All around architect Hoang Dang’s suburban Texas house you see roadrunners and turkey buzzards, swallows and cardinals, prairie grasses, and yellow and purple wildflowers. Plus, dozens upon dozens of empty homes and abandoned construction sites.
“When we bought the lot in 1999, there were only a few houses here,” Dang says.
After he designed and built the house for his wife, Thao, in 2001, a building boom hit the Cedar Hill, Texas, neighborhood. Then the mortgage crisis struck and brutally swept through their subdivision.
“I think I noticed (a problem) when a lot of the people in the houses just kind of left in the middle of construction and the homes stayed there, not moving,” he says.

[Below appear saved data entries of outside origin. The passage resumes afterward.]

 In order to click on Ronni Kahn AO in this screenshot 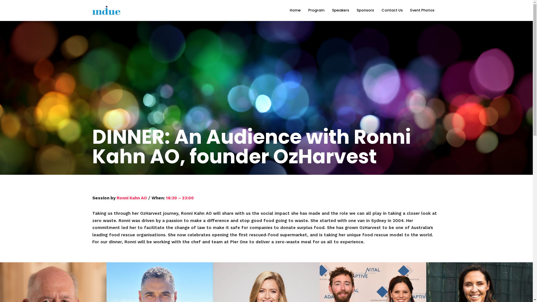, I will do `click(132, 198)`.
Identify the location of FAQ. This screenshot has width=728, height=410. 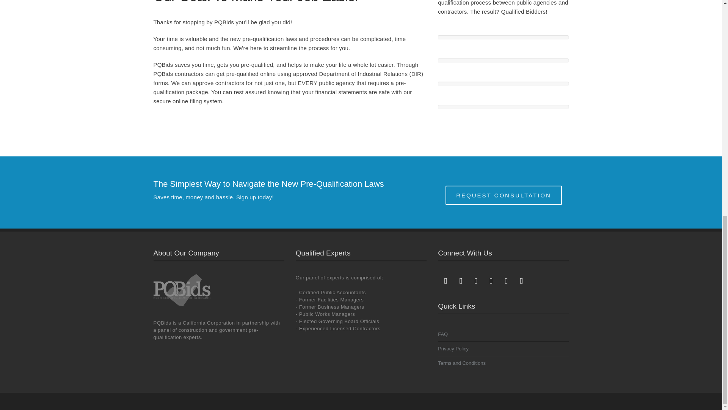
(444, 334).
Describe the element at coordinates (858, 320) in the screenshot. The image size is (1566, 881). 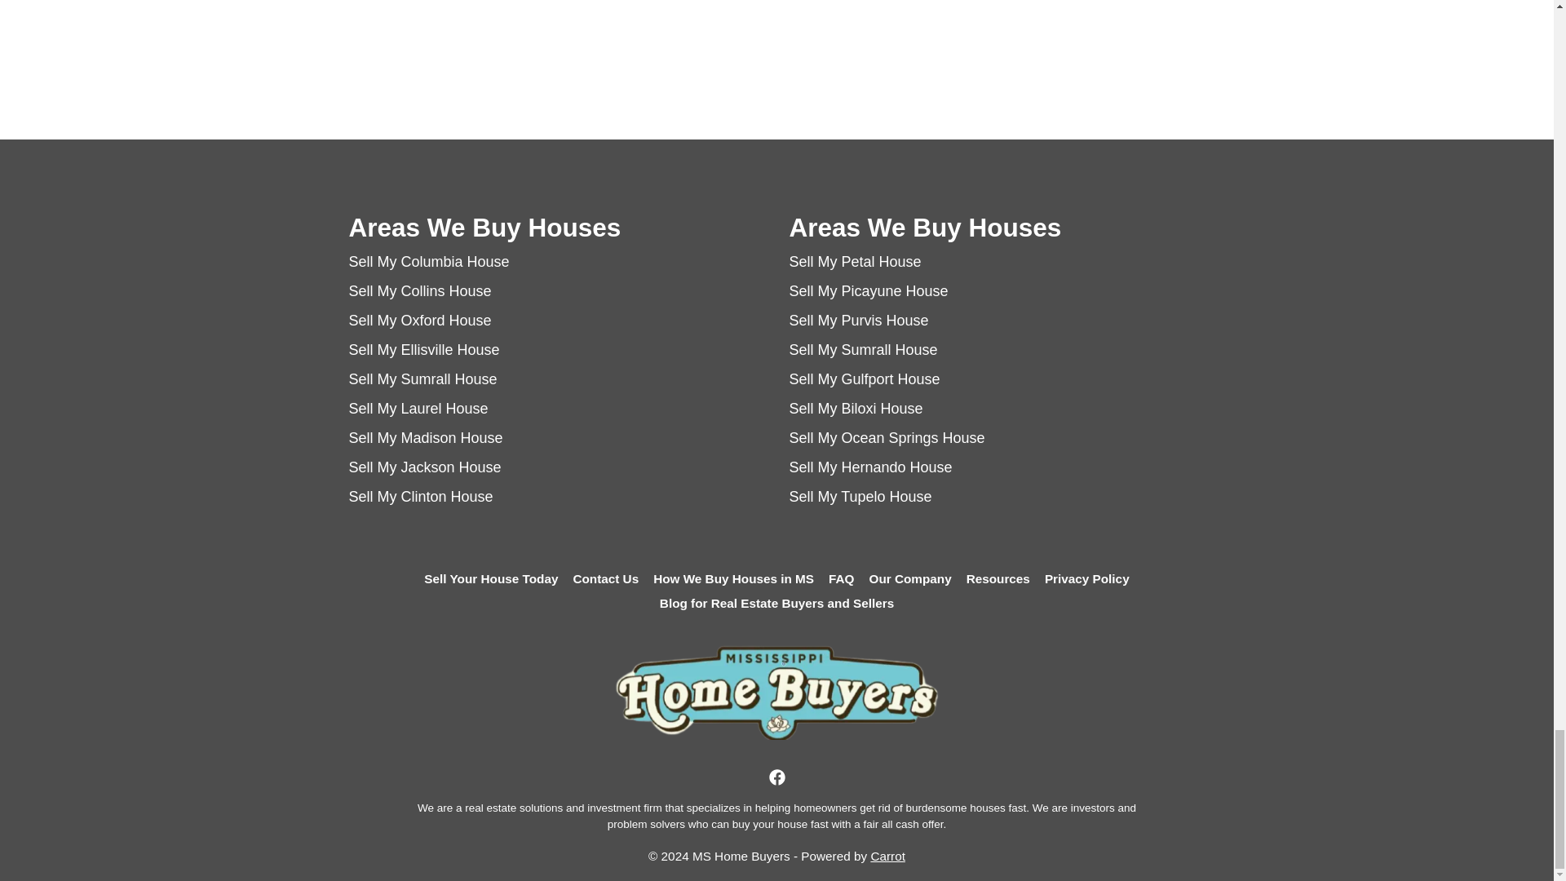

George Roddy, president and owner of Foreclosure Listing Service, says that the neighborhood “is probably one of the top five areas as far as loss of value in Dallas County and probably in the metro area.
“It’s an interesting study, that area,” he says. “They have been hit awfully hard.”
Judging from the rows of empty houses and vacant lots on the Dangs’ street alone, Roddy isn’t exaggerating.
A contemporary oasis
“It’s weird, it really is,” he says. “There have been some people who just walked away.”
The Dangs have not been affected by the economy’s downturn, and they still love where they live.
Besides the fact that their front lawn is not sprouting weeds and a for-sale sign, the family’s house stands out because it is the only contemporary structure for miles around.
Big and rectangular, built with concrete masonry units and custom, steel-framed windows, the Dang residence is an imposing structure from the outside, but that was part of the plan.
“The facade is solid out front because it’s facing south and I wanted to minimize that harsh light,” Dang says.
Inside, he designed the open floor plan to capture the soft, northern light that floods from the glass and steel 18-foot-tall window that is the house’s interior focal point.
Dang studied architecture at the University of Texas at Arlington and is partner and director of design at 5G Studio Collaborative, a Dallas firm that designs commercial and residential projects along with furniture. He says he is most influenced by 1930s modernist Le Corbusier.
He incorporated three of Le Corbusier’s five architectural tenets into the design with the expansive, open floor plan; a free facade (found in the giant window wall that is unencumbered by structural columns); and the piece de resistance, the roof garden.
On the third floor you’ll find a small sitting room that looks out on Cedar Hill’s rolling topography and Joe Pool Lake. Dang has decked a small portion of his flat roof (it actually slopes slightly to allow for water runoff), but the entire surface could be decked or planted with grass or ground cover.
“I planned to put a putting green here; it’s designed to take the load so it can be a green roof,” Dang explains.
Throughout the house, there are other surprises: niches tucked in walls for art displays, odd skylights that let sun into dark hallways, curved walls that define space. Even the hallway from the second-floor overlook was designed with care.
“It’s a forced perspective,” Dang says of the hallway, which becomes progressively narrower moving toward the three upstairs bedrooms. “These are the private areas of the house, so I wanted to close them off a little. Notice the hallway to the master (bedroom) actually gets wider — to let in more light.”
Other unusual features include doors that swivel; a tornado-safe room that can be accessed from both the first and second floors; and a “flex” room that could be used as a game room, artist’s studio or media room.
Another surprise: the bursts of neon color the Dangs have painted throughout their mostly white interior.
One of the most charming features is the balcony from their son’s room that opens up to the living area.
“This way the space flows through the second floor to merge with the first floor,” Dang says.
All the rooms in the house were designed to close off for privacy, but they also can open to become part of the larger, overall experience.
Waiting for change
The Dangs recently considered selling the house. With all the amenities and custom details, the house probably would have garnered a lot of interest — in any other market. For now, the couple has decided to wait out the mortgage crisis.
They have purchased a second lot on a hillside in the same Cedar Hill subdivision and hope to build on it one day.
“I’d take my house and scale it down,” Dang says. “But my wife will probably have a say in it.”
For now, the Dangs, in one of the few inhabited structures on the street, feel the place is home sweet home enough, given the current housing downturn.
“I hope (the neighborhood) will be fully built out (and that it’s just) a matter of time,” Dang says. “That’s why we’re sticking around.”